I recently interviewed Len Edgerly, a former business journalist and executive in the energy industry who is now the host of some of the most widely followed podcasts in the e-reading industry, including The Kindle Chronicles. We discussed how the Kindle matches up with Apple's (Nasdaq: AAPL) iPad, as well as other players in the e-reading space. What follows is an edited transcript of the interview.

Chris Hill: Amazon (Nasdaq: AMZN) isn't releasing specific figures on how many Kindles have been sold. What is your sense of where this is in terms of Amazon's business?

Len Edgerly: In terms of the number of Kindles that they have sold, I think that by the end of this year, they'll have sold 5 million of them since they started. That would seem about right and so that, if you do the arithmetic, that is not really a huge proportion of sales for Amazon. The book sales probably are more significant, but even that is a sliver at this point. The exciting thing about it I suppose from an investor's point of view is where it ramps up to.

I think the way to think about that is I believe there are 30 million people in the U.S. who read two or more books a month. At this point, e-books are just a small portion of that. But because people who read that seriously are pretty likely to gravitate toward these devices, especially as they improve, then you get to probably having most of those 30 million people reading on e-books. So if e-books are accounting for 5% of the total books now, maybe they are up to 20% in two years.

Forrester just did a survey at the end of May of 4,000 individuals, which gave them, I think, their best handle yet on actual market share, and they are pegging the share of Kindle device sales at about two-thirds of the market. And I don't really think that that is going to change. So if the adoption goes, of these, people that read two or more books a month fills out and Amazon has got 70% of it, that probably does end up becoming a significant number for investors.

Hill: Let me get back to the heavyweight battle, which is Kindle versus iPad. What do you think is the biggest untapped opportunity for each one?

Edgerly: I think for iPad, the whole idea of enhanced books is something that I don't really have my mind around yet as a reader. But with enhanced books, if all of a sudden it is way better to be able to hear the author read a passage and "click here to see a video of this place in Europe that the story is about," I don't know what it looks like, but if there is sort of a book 2.0 that relies on those kinds of capabilities, the iPad is clearly going to wipe the Kindle in making it possible.

I think the iPad has got much better hope of kind of taking over the magazines and the newspaper area. It is so much fun to just be tapping your way around that magic screen and the newspapers I love because you are reading a story and then you are tapping on a video. All of a sudden you are in the newsroom, and these really smart reporters are talking to you in videos so that you are not sort of being taken out of the newspaper, you are sort of diving deeper into it in a way that I think really works.

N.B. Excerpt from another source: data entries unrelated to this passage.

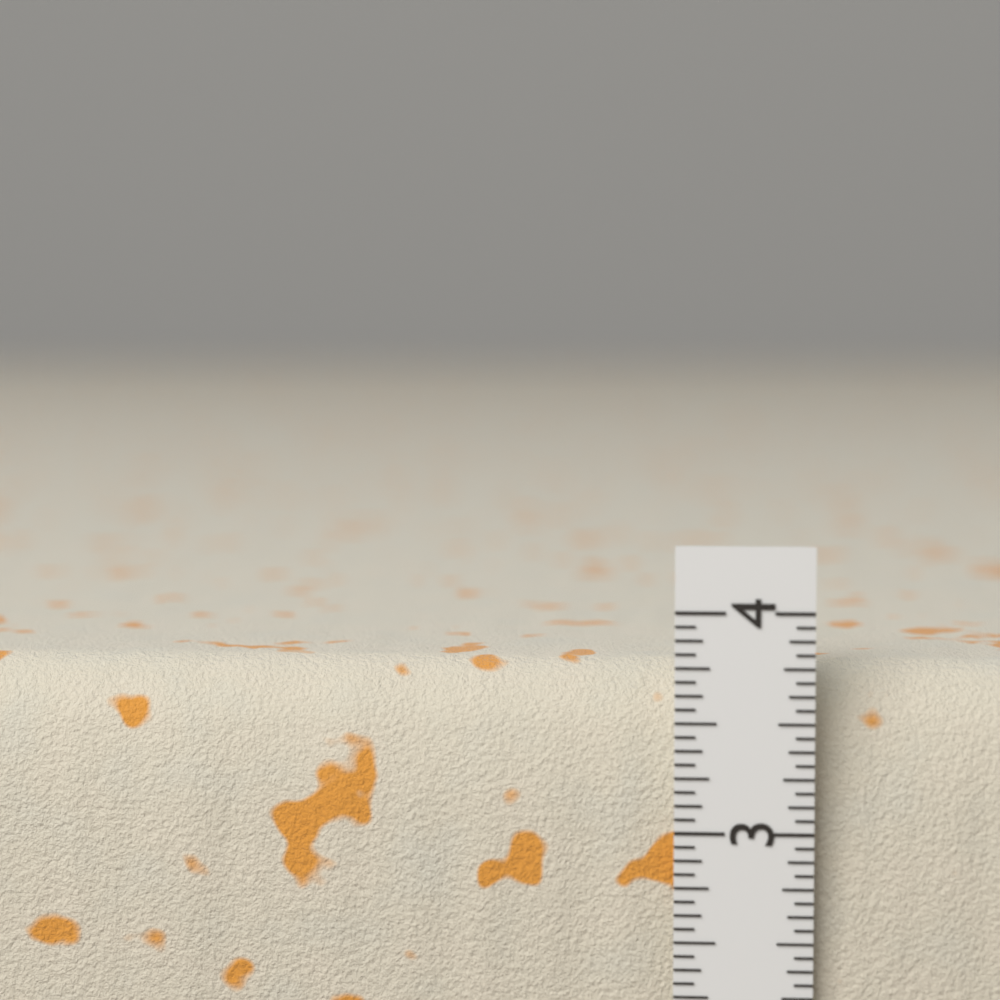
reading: 3.7500 in
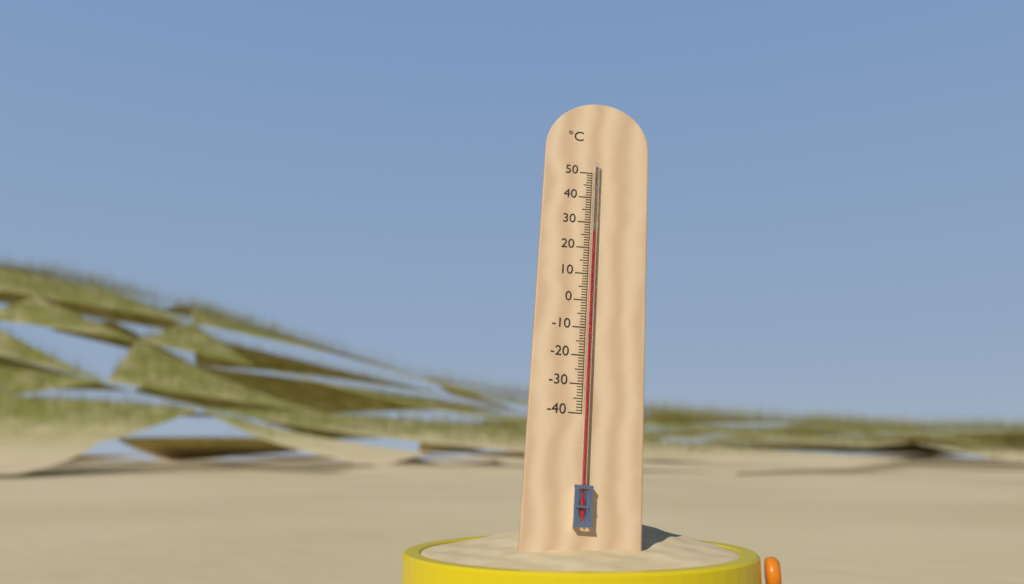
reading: 26 °C
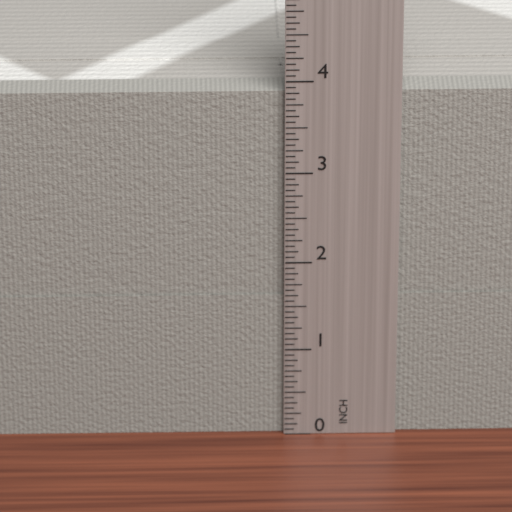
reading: 3.8750 in
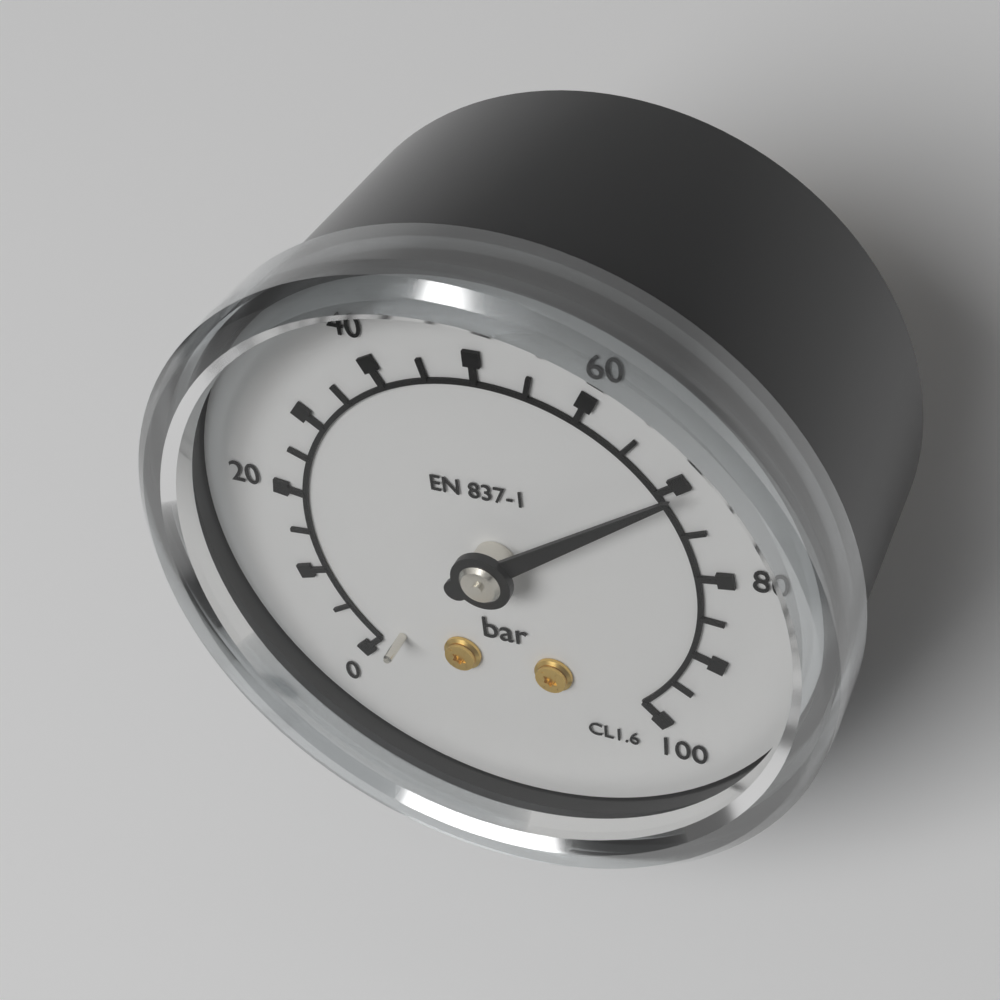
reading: 70 bar
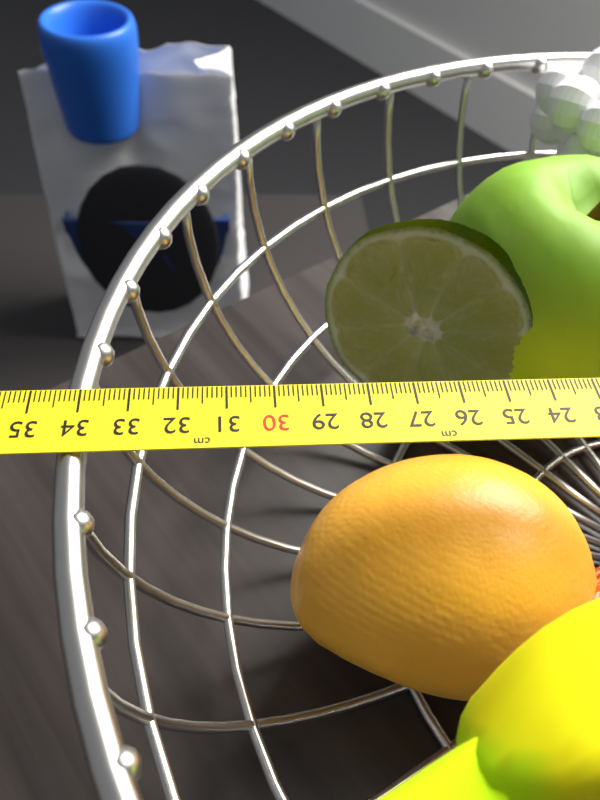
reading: 34.4 cm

The Kindle opportunities I think have to do with great new ways to connect with people who write words. I am thinking of the crowd at The Atlantic, James Fallows and people that are just great writers and banging out a really significant piece of writing about a current topic. If they're able to just jam it out to the Kindle the next day so that people can subscribe to it or they can buy it or whatever, then you're getting different lengths of writing being developed because there is this new way for serious readers and long-form readers to read them.

I guess that is how I would see it. The divergence would be Kindle getting better and better at actual text and words and then the iPad having a pretty clear advantage on things, in addition to words, which are still going to be pretty neat to have as part of the content.

Hill: Do you think one of them is better positioned than the other when it comes to the educational market? Is one of them really well poised for textbooks, or is there no clear advantage?

Edgerly: Well, I would have to give the edge to the iPad because I can picture carrying that around in your knapsack and you have got your textbooks. You can do all of your other things, and it has been a long time since I have read a textbook, but I assume that there tends to be more graphs and things like that that are better suited to the iPad platform.

The thing that I am finding is it is a completely natural process for me to have both, particularly when I am traveling. I have got a little cloth bag I carry with me. I put the iPad in it and I put the Kindle in it with a nice, slim leather cover, and I have got everything I need.

It doesn't feel like I am bringing the same thing twice; it feels like I am bringing the thing I am going to use to check my email and Twitter and all the iPad stuff and read the Financial Times. Then I am bringing the thing that I am going to use when I sort of unplugged. It helps to have that immersive reading device be a different thing, because I am sort of putting the computer aside and then I am turning to this more book-like, iconic thing. My body and mind are both agreeing to take a break and to go into material that is really pleasurable to read in a more focused way, without the temptation to press a button and see how many replies I have got on Twitter in the last 10 minutes.

To find out why size matters to e-readers, read Part 1 of my interview with Len Edgerly.